The JC’s article of March 11 about the ultra-Orthodox yeshivot’s fight to resist secular studies prompted me to read a very long Substack by Rabbi Gratt – one of the leaders of the protests against the Bill – about the legal challenge he proposes to mount. And I thought: “Good luck with that.”
The Children’s Wellbeing and Schools Bill aims to widen access to success by compelling a local authority to keep a register of home-educated children, which will include Charedi children at non-registered schools. The local authority must keep a register of how much time is spent teaching the child and who is doing it. It can visit the home, and the parents must cooperate. If the child’s education is not suitable, steps can be taken to ensure it is suitable.
The objections of the Charedi community, as expressed by Rabbi Gratt, and PR Shimon Cohen strike me as confused and contradictory.
Mr Cohen says the Charedi approach is “no less legitimate” than the mainstream. Yeshivot provide “structure, safeguarding, supervision and strong social opportunities. Home schooling is undertaken by parents, as is their legal responsibility.”
Well, the Bill allows the Charedi community to prove those assertions to the local authority. What’s the problem? If the homeschooling is solid, as Mr Cohen says, then why not bring it into the schools? If the paid teachers lack the skills, the parents can have a rota. More time for everyone. More fun for the children.
Rabbi Gratt’s problem is different. He says it is unfair for the state to dictate what a lawful education is for a Jewish child, and the state should recognise the traditional yeshivah method of teaching, “which is older than the English state itself”. He proposes that no one acts unless the child is referred under existing powers.
That sounds like a “no” both to secular studies, and any state-imposed values. It is also factually dubious – perhaps 1066 isn’t on the home-education radar. And, without a register of children not at school, referral is both almost impossible, and arbitrary.
On that basis, Rabbi Gratt will lose a legal challenge. In 1985, the Court said a religious minority would provide a “suitable education” if it equipped children for life in their own community, and if they left. “Suitable” will now be assessed against the aims of the Bill.
In 2005, the Court stopped Christians who believed in corporal punishment from thrashing children in school, because the child’s human rights included what the state saw as a minimum standard of behaviour, which the state would impose on adults, whether they liked it or not. That marked the increasing recognition that children should be protected: from abuse by safeguarding standards; and now, from a lack of success by imposing minimum standards on secular education.
So, in my view, empowering the ability to leave will be key. Research carried out by Nahamu, which campaigns against religious extremism, suggested the majority of boys in Chasidic yeshivot (girls can learn secular subjects) aren’t being taught secular subjects. Some aren’t even being taught English. Yet any Charedi adult wishing to live outside their community must learn new skills, new ways of thinking, new concepts.
That requires knowledge. As a long-time learner, I agree that Talmud equips you to learn. But it doesn’t teach the substantive knowledge required. The Act will ensure that knowledge is taught.
Doing so does not, in my opinion, breach parental rights. There is no right to choose a curriculum which disadvantages a child unless he stays in his community.
It seems to me that both Rabbi Gratt and Mr Cohen, fearing the education system might ultimately empower children to leave the Charedi world, are really arguing for a right to control children. But the success the Bill aims for – whilst it may well include material well-being, happiness, religious obligation and lots of other issues, as well as secular education – is not achieved when in Bruce Springsteen’s words: “They bring you up to do just like your Daddy done”. If the Charedi world wants its people to stay, it will have to win the argument.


Each entry should be duplicated verbatim; its pictures should not be.

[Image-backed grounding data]
___

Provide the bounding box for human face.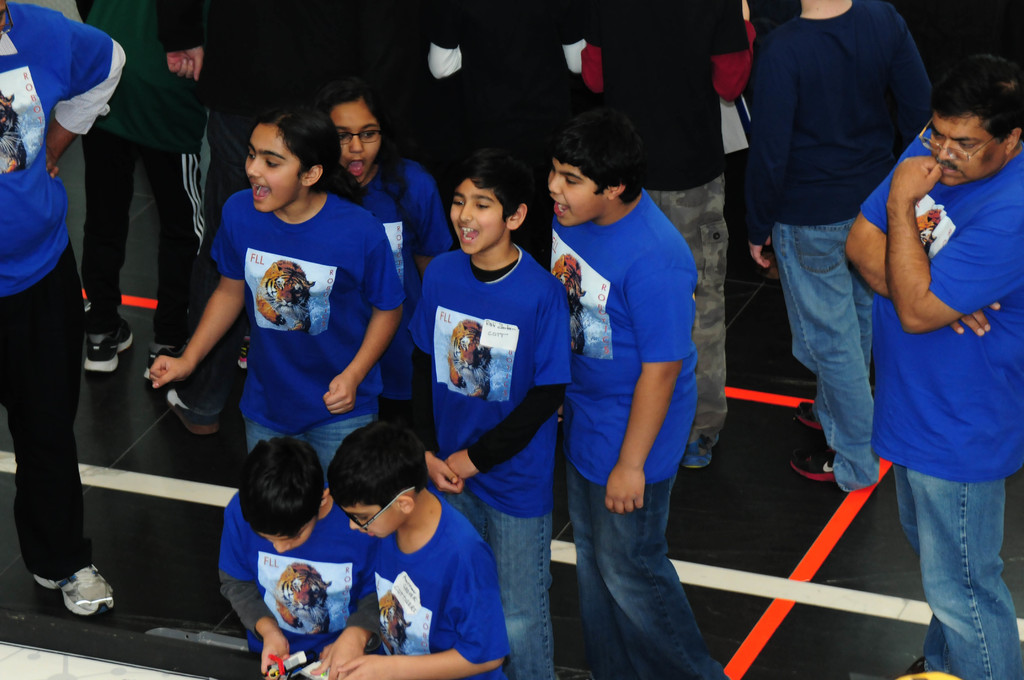
[x1=932, y1=114, x2=1007, y2=183].
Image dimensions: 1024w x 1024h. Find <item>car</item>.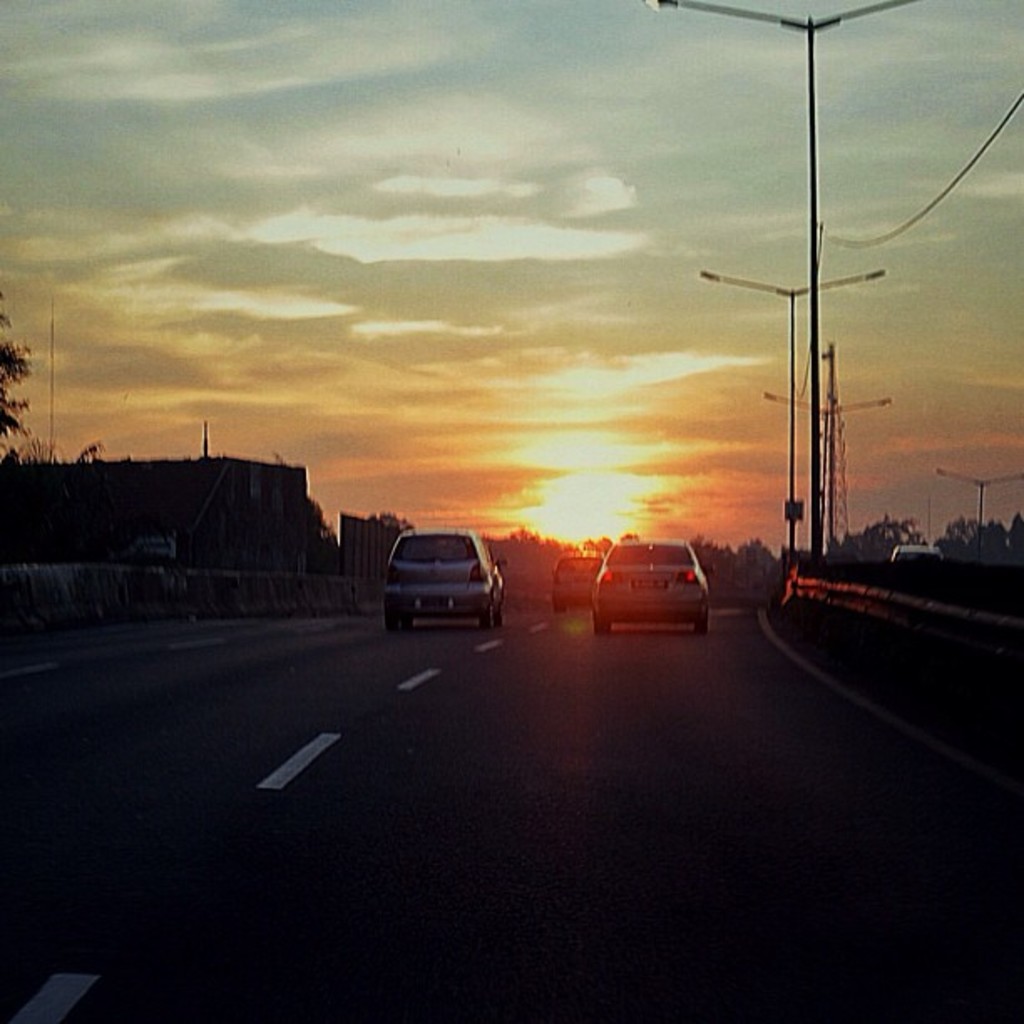
pyautogui.locateOnScreen(376, 525, 509, 627).
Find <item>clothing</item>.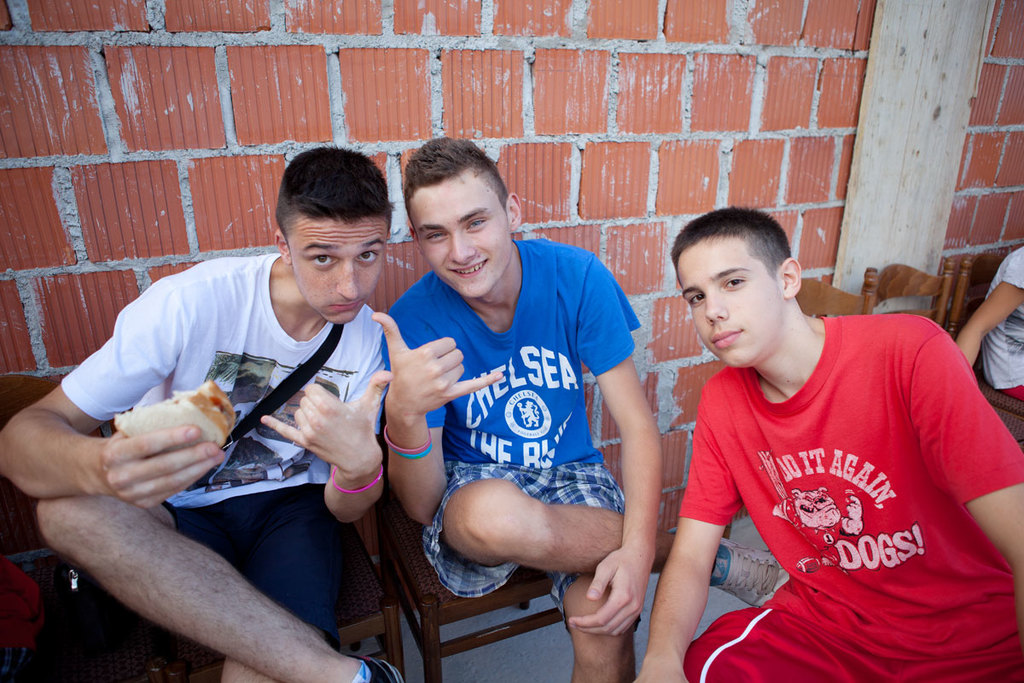
[977, 240, 1023, 400].
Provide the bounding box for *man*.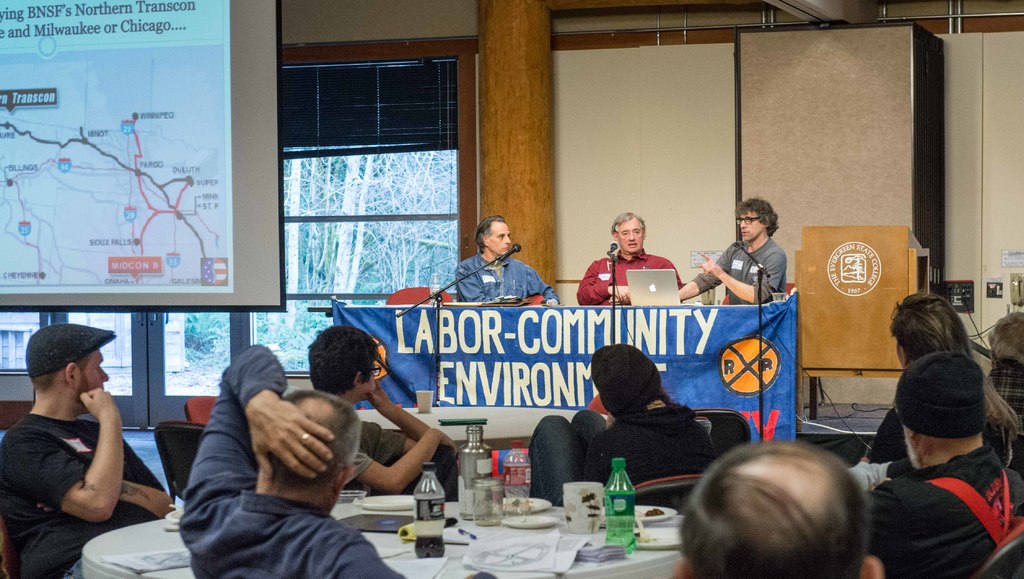
459,210,558,306.
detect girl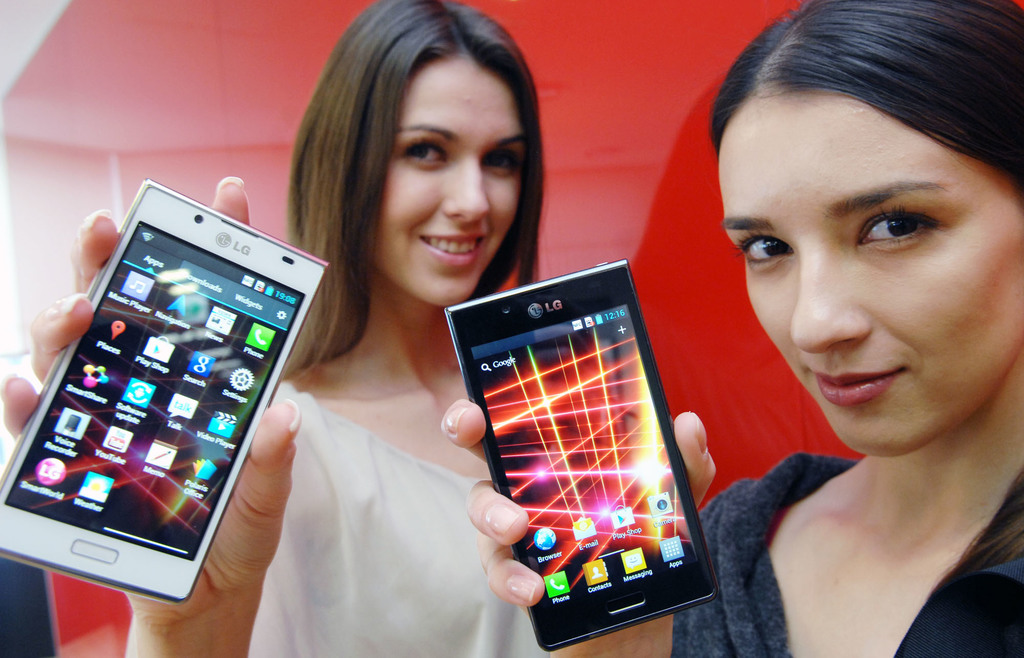
{"left": 434, "top": 0, "right": 1023, "bottom": 657}
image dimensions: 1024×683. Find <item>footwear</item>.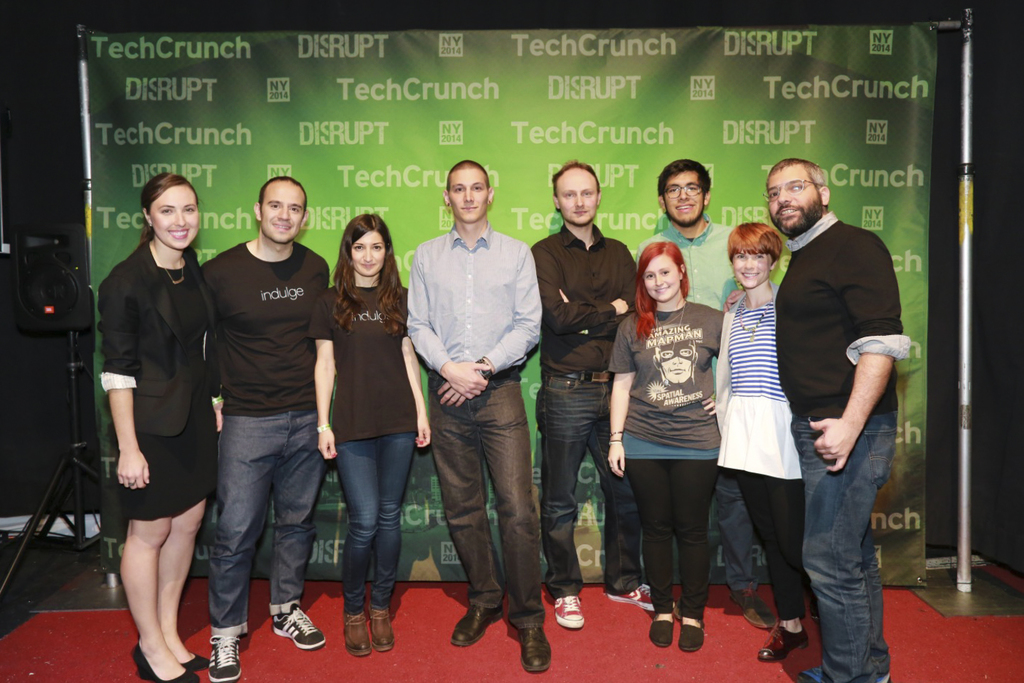
bbox(555, 593, 585, 628).
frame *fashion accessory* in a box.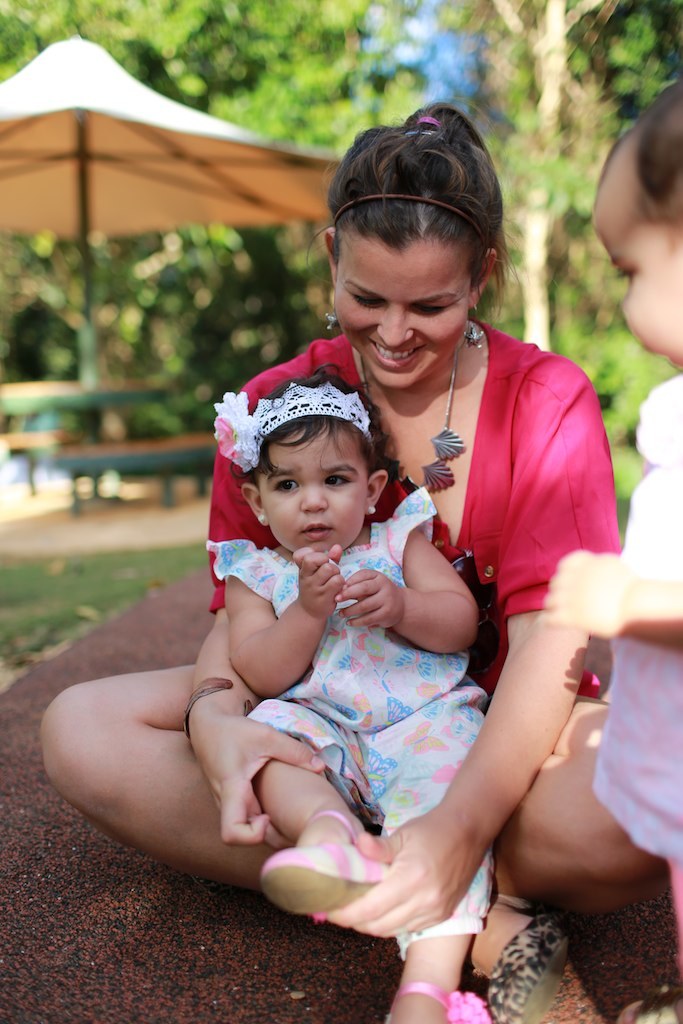
[486, 911, 572, 1023].
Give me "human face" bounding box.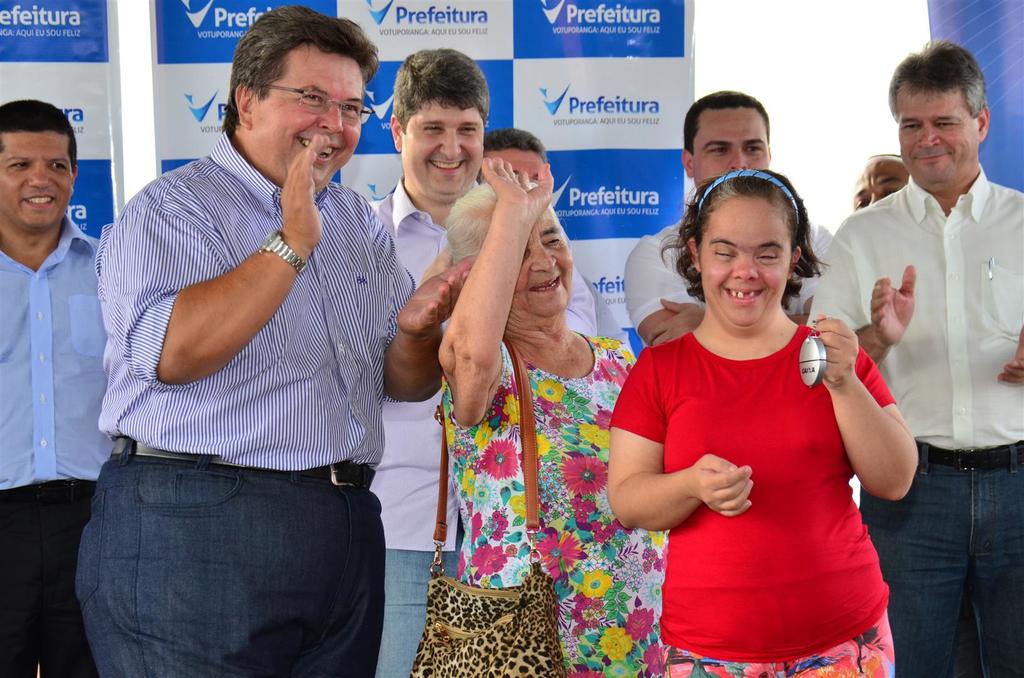
l=687, t=100, r=765, b=188.
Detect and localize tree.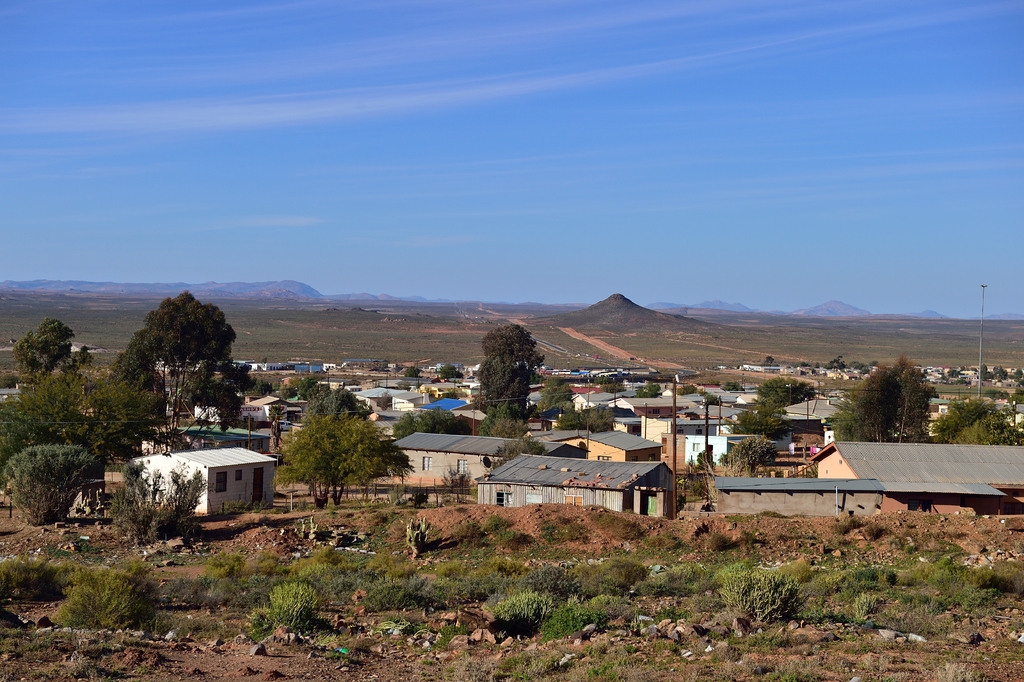
Localized at [left=718, top=378, right=746, bottom=394].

___

Task solution.
Provide the bounding box for human face.
[x1=932, y1=114, x2=1007, y2=183].
Image dimensions: 1024w x 1024h. Find <item>car</item>.
pyautogui.locateOnScreen(376, 525, 509, 627).
Find <item>clothing</item>.
[977, 240, 1023, 400].
Provide the bounding box for *man*.
459,210,558,306.
detect girl
{"left": 434, "top": 0, "right": 1023, "bottom": 657}
image dimensions: 1024×683. Find <item>footwear</item>.
bbox(555, 593, 585, 628).
frame *fashion accessory* in a box.
[486, 911, 572, 1023].
Give me "human face" bounding box.
l=687, t=100, r=765, b=188.
Detect and localize tree.
Localized at [left=718, top=378, right=746, bottom=394].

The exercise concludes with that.